METRICO
Released on Aug. 5
Developed by Digital Dreams
For PlayStation Vita
Rated E (Everyone); mild fantasy violence
Every puzzle game walks a fine line between posing a challenge and frustrating players. Metrico, a puzzle game for Sony’s Vita mobile console that’s occasionally a victim of its own novelty, toes this line more delicately than many of its peers.
This
is a platform game in the Super Mario Bros. tradition, with a fresh
twist on established patterns of running and jumping over things.
Playing it gives you the sense that the game’s small indie developer was
implored to use every conceivable feature of the Vita hardware. You
have to tilt the console at odd angles to solve puzzles, tap the front
and back touchscreens to jump and to shoot projectiles in quick
succession, and even turn the device’s camera toward different light
sources to move platforms late in the game.
It’s
not easy to appreciate Metrico, however, because the strangeness of
some controls can make otherwise entertaining puzzles unbearably
difficult. New ideas may not always sit well at first, but that doesn’t
mean that they’re not worth pursuing. Metrico conducts so many wonderful
experiments that the final game feels like a treat, even if some
puzzles fall flat along the way.
HOHOKUM
Released on Aug. 12
Developed by Honeyslug
For PlayStation 4, PlayStation 3, PlayStation Vita
Rated E (Everyone); fantasy violence and crude humor
Hohokum
is one of the strangest video games to come out in a long while. At its
core, it’s about touching a world and puzzling out how its elements
interact.
You
control a kitelike character that can bump or glide into or through
inanimate objects and living things, changing colors and making pinging
sounds as it does. Everything in the game is shot through with so much
charm — from the super-flat art style to the catchy, reactive electronic
music — that you’ll find it hard to stop playing.
You’ll
sometimes need to ferry Hohokum’s weirdly cute people-creatures on the
kite being’s long, undulating back. As they float past symbols, you’ll
eventually figure out the item that will need to go inside a particular
nook or cranny. Hohokum
explains very little, nudging you along to see what transpires. There’s
a mysterious brand of cause-and-effect at play — doing Action A to
Thing B makes Result C — but its exact nature is intentionally muddy
until the epiphanies happen. The opacity results in a blooming sense of
discovery and wonder that recalls heartwarming, childlike play.
KIM KARDASHIAN
Hollywood
Released on June 26
Developed by Glu Games
For iOS and Android
Rated 12+ (Players 12 and older) for infrequent/mild profanity, crude humor and mature themes
A satire on celebrity culture, Kim Kardashian: Hollywood
invites its players to do everything they can in the name of becoming
an A-list celebrity. This pursuit includes parties, photo shoots and the
latest fashions — all of which sound like fun, except that players’
actions essentially equate to tapping blue bars until they fill up. And
this free-to-play game limits how much you can do in a single session
without spending real money.
Despite
this design, the game is fascinating. It inspires musings on celebrity
life and on Ms. Kardashian herself. And it’s easy to get sucked into the
drama that comes with the absurd people you meet in your attempt to
gain millions of fans. Even Kardashian haters might find themselves
sharing screen shots on social media, or at least chuckling at how the
game isn’t afraid to poke fun at itself.
ROAD NOT TAKEN
Released on Aug. 5
Developed by Spry Fox
For PlayStation 4, Windows PC and Mac; Vita forthcoming
Rated E (Everyone); no description provided
Road
Not Taken is a successful brew of the fairy tale adventure and the
deep, deep puzzle game. The combination is as pleasing as it is
punishing.
Contextually, Road Not Taken
is about a person who lives in a village, makes friends and then heads
out into the wilderness year after year to reunite lost children with
their mothers. It is a dire, one-move-per-turn game played on a grid,
designed for you to step carefully and not fail twice, lest you have to
start over.
The
game puts your hero on one square on a six-by-eight grid and allows you
to do just a few things: move up, down, left, right; pick up almost
anything; and hurl the item you picked up as far as it will go in a
straight line or carry it at the cost of one digit of life energy for
every step you take until you put it down. You’ll carry logs and goats
and trees and different-colored spirits. You’ll hurl people to save
them.
Crucially,
you’ll come across some 200 things in Road Not Taken’s world, and
you’ll learn that many of them can be made into other things. There are
hidden recipes waiting to be discovered. The game is devilishly tough
because little is explained.
Road Not Taken is a strange throwback to the mysteriousness of titles like the first Zelda, yet also a game that can demand concentration while inviting the mobile reflexes of a skilled Bejeweled player.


Whenever the word "text" shows up in a line of the data, copy that line.

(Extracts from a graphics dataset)

■ ■ ■ ■ ■

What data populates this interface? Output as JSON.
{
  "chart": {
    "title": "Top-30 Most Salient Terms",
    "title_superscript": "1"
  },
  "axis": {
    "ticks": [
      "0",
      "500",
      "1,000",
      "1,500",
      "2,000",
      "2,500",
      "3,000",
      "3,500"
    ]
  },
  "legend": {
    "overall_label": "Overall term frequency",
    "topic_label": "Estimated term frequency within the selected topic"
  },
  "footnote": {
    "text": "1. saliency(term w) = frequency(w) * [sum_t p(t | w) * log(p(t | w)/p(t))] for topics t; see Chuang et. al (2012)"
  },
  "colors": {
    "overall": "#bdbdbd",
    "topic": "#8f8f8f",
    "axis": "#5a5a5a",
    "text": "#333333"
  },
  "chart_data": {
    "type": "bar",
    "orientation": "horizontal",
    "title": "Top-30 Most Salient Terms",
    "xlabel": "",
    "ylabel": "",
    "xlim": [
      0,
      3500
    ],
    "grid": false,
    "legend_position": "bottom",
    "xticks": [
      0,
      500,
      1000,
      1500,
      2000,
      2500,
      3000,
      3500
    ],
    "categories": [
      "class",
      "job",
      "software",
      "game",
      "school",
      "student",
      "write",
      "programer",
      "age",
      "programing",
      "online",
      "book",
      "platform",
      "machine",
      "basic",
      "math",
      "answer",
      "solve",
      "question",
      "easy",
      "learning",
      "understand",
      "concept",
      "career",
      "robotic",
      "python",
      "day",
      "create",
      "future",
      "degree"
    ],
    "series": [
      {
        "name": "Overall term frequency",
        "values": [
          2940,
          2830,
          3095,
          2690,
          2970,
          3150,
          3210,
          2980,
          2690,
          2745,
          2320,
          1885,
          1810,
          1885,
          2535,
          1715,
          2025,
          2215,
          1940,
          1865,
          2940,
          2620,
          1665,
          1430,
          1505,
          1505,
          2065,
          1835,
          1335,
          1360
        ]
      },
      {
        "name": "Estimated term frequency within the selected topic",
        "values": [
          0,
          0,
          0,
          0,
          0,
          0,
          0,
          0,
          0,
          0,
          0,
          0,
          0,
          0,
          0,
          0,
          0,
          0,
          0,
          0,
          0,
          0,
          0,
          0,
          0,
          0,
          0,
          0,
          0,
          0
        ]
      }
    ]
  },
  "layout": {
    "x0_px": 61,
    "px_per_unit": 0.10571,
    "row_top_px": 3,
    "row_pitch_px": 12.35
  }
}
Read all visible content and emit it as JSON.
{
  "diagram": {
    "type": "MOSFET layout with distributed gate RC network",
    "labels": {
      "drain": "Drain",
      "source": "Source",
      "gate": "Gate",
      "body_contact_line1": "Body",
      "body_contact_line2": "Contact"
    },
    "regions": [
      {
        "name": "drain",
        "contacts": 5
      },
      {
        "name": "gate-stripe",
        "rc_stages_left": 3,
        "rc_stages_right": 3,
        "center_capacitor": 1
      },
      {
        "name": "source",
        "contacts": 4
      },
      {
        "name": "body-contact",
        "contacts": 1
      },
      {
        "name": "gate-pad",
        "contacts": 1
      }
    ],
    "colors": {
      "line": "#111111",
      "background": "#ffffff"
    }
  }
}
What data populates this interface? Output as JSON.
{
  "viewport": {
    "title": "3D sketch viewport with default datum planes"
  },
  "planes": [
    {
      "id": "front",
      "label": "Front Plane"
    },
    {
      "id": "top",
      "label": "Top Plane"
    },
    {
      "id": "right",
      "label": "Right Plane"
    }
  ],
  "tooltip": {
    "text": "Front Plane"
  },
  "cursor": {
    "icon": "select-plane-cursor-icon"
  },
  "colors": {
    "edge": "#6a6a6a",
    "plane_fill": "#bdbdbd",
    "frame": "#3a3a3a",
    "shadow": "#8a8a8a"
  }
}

■ ■ ■ ■ ■

- REPLY TO THE EXERCISE -
    "text": "1. saliency(term w) = frequency(w) * [sum_t p(t | w) * log(p(t | w)/p(t))] for topics t; see Chuang et. al (2012)"
    "text": "#333333"
    "text": "Front Plane"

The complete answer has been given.